Not just smart. She's beautiful too! |
Excellent question. That's why I married such a smart woman.
There is a phenomenon is marketing, especially for events which I refer to as the Ladies' Night Effect. Women in general do not want to go to an event where there will be very few other women. They tend to feel uncomfortable and even unsafe. Men, also, all things being equal, prefer to be places where there are women. Thus, bars and nightclubs across the country advertise Ladies' Nights. Free drinks, reduced entry price, and other enticements to women encourage women to attend. More importantly, it signals to women that other women will be there. Likewise, it signals to men that many women will be there. It is effective marketing to both genders although it only targets one.
In a recent article on Medium.com entitled A Gentleman's Guide to Rape Culture, Zaron Burnett discusses the fact that most women in America are frequently concerned about their safety. Whatever your opinion on the actual statistics and prevalence of attacks is, the fact is that most women take safety into account when making plans. If you are an event planner, this means that a large portion of your audience is considering how safe they will be at your event when deciding if they want to attend or not.
I'm going to repeat that for anyone who plans and promotes events, especially men who do so: A large portion of your audience is considering how safe they will be at your event when deciding if they want to attend or not. So, looking at your marketing, does it lead them to feel more safe or less safe? And, if the latter, how much money are you losing because women are staying home because they perceive your event as unsafe?
This is not about feminism, morality, or equal rights (important as those issues are). This is about the fact that these factors have concrete, real world impacts on an event's bottom line.
This image was used on the WCCC 106.9 Facebook Page to promote Comic Con |
There is a way to use images of women to attract other women to an event and a way to use similar images to repel them. Consider the image that I discussed in my last post. The women do not look like regular women, and the caption implies that their breasts are the only interesting traits they have (Twelve reasons, six women, in case you didn't get the inference). This marketing could be effective to bring some men to the event, but the men it would bring would be men who are inclined to be receptive to this advertising, a population with a higher than average tendency to objectify women.
To a woman, especially a woman who likes to cosplay at conventions, this signals that this is an event where they might be more likely to find themselves objectified and even possibly harassed. Whether it is true or not, the perception is there. This kind of promotion will attract, more or less, zero women, but consider how the women that Mr. Burnett refers to in his article would see this piece.
You might object that no one is going to look at a single advertising piece and say, "that image tells me that this event is disrespectful to women so I will not attend." You may be correct. However, businesses, especially events, live and die on the margin. A massive portion of potential attendees to an event decide in the last few days or even hours leading up to an event if they will attend. They are on the fence up to the last minute. A rain storm, light cold, or interesting show on TV could dissuade them. With those people, it takes very little to move them from the "maybe yes" side to the "maybe no" side.
Image for Jeff Mach Event's Build a Better Ball Pit GoFundMe |
Over 50% of the population of America are women, and they control a disproportionate amount of the public's spending power. To insult them, demean them, and objectify them for marketing purposes is not merely morally wrong, it is strategically wrong.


What the task requires:
Your task is to return exactly the lines that run from the one containing "Localize all elements." through the end of the listing below, without any pictures.

Source material:
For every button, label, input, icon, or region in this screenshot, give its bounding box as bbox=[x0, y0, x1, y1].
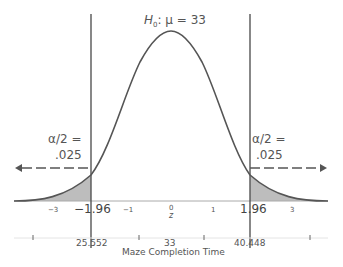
right-alpha-label: α/2 = bbox=[252, 133, 285, 145]
left-alpha-value: .025 bbox=[55, 149, 82, 161]
raw-tick-upper: 40.448 bbox=[234, 239, 266, 248]
raw-axis-label: Maze Completion Time bbox=[122, 248, 225, 257]
z-tick: 3 bbox=[290, 207, 294, 214]
normal-curve bbox=[14, 31, 328, 201]
title-h: H bbox=[144, 13, 153, 27]
right-arrowhead-icon bbox=[320, 164, 327, 172]
z-tick: −3 bbox=[48, 207, 58, 214]
left-alpha-label: α/2 = bbox=[48, 133, 81, 145]
raw-tick-lower: 25.552 bbox=[76, 239, 108, 248]
z-tick-critical-left: −1.96 bbox=[74, 203, 111, 215]
z-tick: −1 bbox=[123, 207, 133, 214]
z-tick-critical-right: 1.96 bbox=[240, 203, 267, 215]
z-axis-label: z bbox=[169, 212, 173, 220]
chart-title: H0: μ = 33 bbox=[144, 14, 206, 29]
left-arrowhead-icon bbox=[15, 164, 22, 172]
right-alpha-value: .025 bbox=[256, 149, 283, 161]
z-tick: 1 bbox=[211, 207, 215, 214]
title-rest: : μ = 33 bbox=[158, 13, 206, 27]
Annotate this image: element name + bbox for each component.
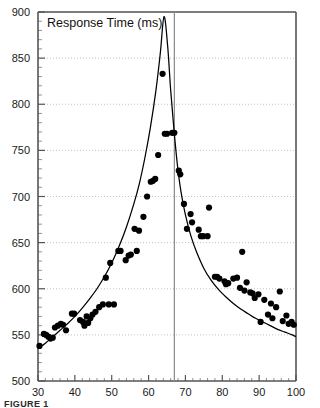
data-point (159, 71, 165, 77)
data-point (196, 227, 202, 233)
data-point (189, 219, 195, 225)
y-tick-label: 750 (12, 144, 30, 156)
data-point (244, 279, 250, 285)
data-point (181, 201, 187, 207)
data-point (280, 318, 286, 324)
data-point (134, 248, 140, 254)
data-point (187, 211, 193, 217)
data-point (140, 214, 146, 220)
data-point (128, 252, 134, 258)
x-tick-label: 30 (32, 386, 44, 398)
data-point (255, 291, 261, 297)
x-tick-label: 70 (179, 386, 191, 398)
y-tick-label: 800 (12, 98, 30, 110)
y-tick-label: 600 (12, 283, 30, 295)
data-point (155, 152, 161, 158)
data-point (177, 171, 183, 177)
y-tick-label: 550 (12, 329, 30, 341)
data-point (152, 176, 158, 182)
data-point (100, 301, 106, 307)
data-point (117, 248, 123, 254)
data-point (107, 260, 113, 266)
data-point (261, 297, 267, 303)
response-time-scatter-chart: 500550600650700750800850900 304050607080… (0, 0, 320, 408)
data-point (291, 322, 297, 328)
data-point (269, 315, 275, 321)
data-point (204, 233, 210, 239)
data-point (268, 300, 274, 306)
data-point (225, 280, 231, 286)
x-tick-label: 50 (106, 386, 118, 398)
x-tick-label: 80 (216, 386, 228, 398)
data-point (184, 226, 190, 232)
data-point (164, 131, 170, 137)
figure-caption: FIGURE 1 (4, 399, 304, 408)
chart-title: Response Time (ms) (47, 16, 162, 30)
data-point (71, 311, 77, 317)
data-point (60, 322, 66, 328)
x-tick-label: 100 (287, 386, 305, 398)
data-point (103, 275, 109, 281)
data-point (36, 343, 42, 349)
y-tick-label: 500 (12, 375, 30, 387)
data-point (277, 288, 283, 294)
data-point (283, 312, 289, 318)
data-points-group (36, 71, 297, 349)
data-point (234, 275, 240, 281)
x-axis-tick-labels: 30405060708090100 (32, 386, 305, 398)
gridlines-group (38, 12, 296, 335)
data-point (239, 249, 245, 255)
data-point (171, 130, 177, 136)
data-point (136, 228, 142, 234)
x-tick-label: 40 (69, 386, 81, 398)
data-point (111, 301, 117, 307)
data-point (144, 193, 150, 199)
data-point (63, 327, 69, 333)
y-tick-label: 900 (12, 6, 30, 18)
y-tick-label: 700 (12, 191, 30, 203)
y-axis-tick-labels: 500550600650700750800850900 (12, 6, 30, 387)
x-tick-label: 60 (142, 386, 154, 398)
data-point (241, 288, 247, 294)
data-point (50, 335, 56, 341)
y-tick-label: 850 (12, 52, 30, 64)
data-point (206, 204, 212, 210)
y-tick-label: 650 (12, 237, 30, 249)
x-tick-label: 90 (253, 386, 265, 398)
data-point (258, 319, 264, 325)
data-point (273, 304, 279, 310)
figure-container: 500550600650700750800850900 304050607080… (0, 0, 320, 408)
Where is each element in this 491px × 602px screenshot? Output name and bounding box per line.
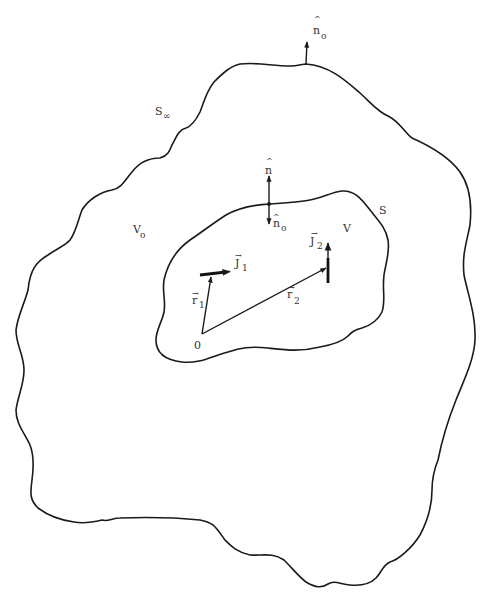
svg-text:J: J bbox=[234, 257, 239, 270]
svg-text:o: o bbox=[140, 230, 145, 240]
svg-text:^: ^ bbox=[314, 14, 321, 23]
inner-surface-label: S bbox=[379, 204, 387, 217]
outer-volume-label: V o bbox=[132, 223, 145, 240]
outer-normal-arrow bbox=[306, 42, 307, 64]
current-j2-label: → J 2 bbox=[309, 229, 323, 251]
position-vector-r2 bbox=[202, 268, 326, 334]
origin-label: 0 bbox=[194, 339, 201, 352]
current-j1-label: → J 1 bbox=[234, 251, 248, 273]
inner-normal-out-label: ^ n bbox=[265, 156, 273, 177]
svg-text:2: 2 bbox=[317, 241, 323, 251]
outer-surface-label: S ∞ bbox=[155, 105, 171, 121]
svg-text:1: 1 bbox=[199, 300, 205, 310]
svg-text:1: 1 bbox=[242, 263, 248, 273]
position-vector-r2-label: → r 2 bbox=[287, 283, 300, 306]
svg-text:S: S bbox=[155, 105, 163, 118]
svg-text:n: n bbox=[273, 217, 280, 230]
svg-text:n: n bbox=[265, 164, 272, 177]
position-vector-r1-label: → r 1 bbox=[192, 289, 205, 310]
svg-text:o: o bbox=[281, 223, 286, 233]
outer-surface-boundary bbox=[16, 63, 475, 586]
svg-text:n: n bbox=[313, 24, 320, 37]
svg-text:2: 2 bbox=[294, 296, 300, 306]
volume-diagram: ^ n o S ∞ V o ^ n ^ n o S V 0 → r 1 bbox=[0, 0, 491, 602]
inner-volume-label: V bbox=[342, 222, 352, 235]
svg-text:J: J bbox=[309, 235, 314, 248]
svg-text:o: o bbox=[321, 31, 326, 41]
inner-normal-in-label: ^ n o bbox=[273, 212, 286, 233]
svg-text:r: r bbox=[192, 294, 198, 307]
svg-text:r: r bbox=[287, 288, 293, 301]
svg-text:∞: ∞ bbox=[163, 111, 171, 121]
outer-normal-label: ^ n o bbox=[313, 14, 326, 41]
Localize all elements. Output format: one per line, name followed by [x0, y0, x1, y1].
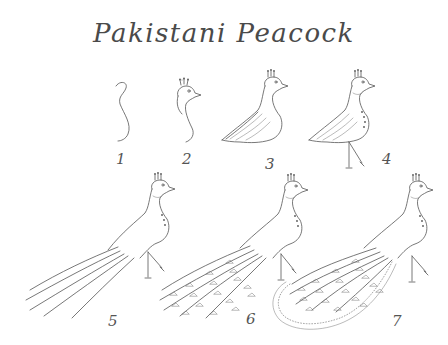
step-label-2: 2 — [182, 150, 192, 168]
step-4-drawing — [309, 69, 375, 168]
step-5-drawing — [26, 172, 175, 318]
step-3-drawing — [222, 69, 288, 142]
step-label-4: 4 — [382, 150, 392, 168]
step-2-drawing — [177, 78, 201, 142]
step-6-drawing — [160, 173, 308, 318]
step-1-drawing — [116, 82, 129, 141]
eye-spots — [298, 259, 383, 310]
step-label-5: 5 — [108, 312, 118, 330]
step-label-1: 1 — [116, 150, 126, 168]
peacock-steps-illustration — [0, 0, 448, 345]
step-label-3: 3 — [265, 155, 275, 173]
step-label-6: 6 — [246, 310, 256, 328]
step-label-7: 7 — [392, 312, 402, 330]
step-7-drawing — [273, 173, 433, 329]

Response to this task:
Localize all elements. Output format: one per line, name followed by [x0, y0, x1, y1].
step-label-2: 2 — [182, 150, 192, 168]
step-4-drawing — [309, 69, 375, 168]
step-5-drawing — [26, 172, 175, 318]
step-3-drawing — [222, 69, 288, 142]
step-label-4: 4 — [382, 150, 392, 168]
step-2-drawing — [177, 78, 201, 142]
step-6-drawing — [160, 173, 308, 318]
step-1-drawing — [116, 82, 129, 141]
eye-spots — [298, 259, 383, 310]
step-label-5: 5 — [108, 312, 118, 330]
step-label-1: 1 — [116, 150, 126, 168]
peacock-steps-illustration — [0, 0, 448, 345]
step-label-3: 3 — [265, 155, 275, 173]
step-label-6: 6 — [246, 310, 256, 328]
step-label-7: 7 — [392, 312, 402, 330]
step-7-drawing — [273, 173, 433, 329]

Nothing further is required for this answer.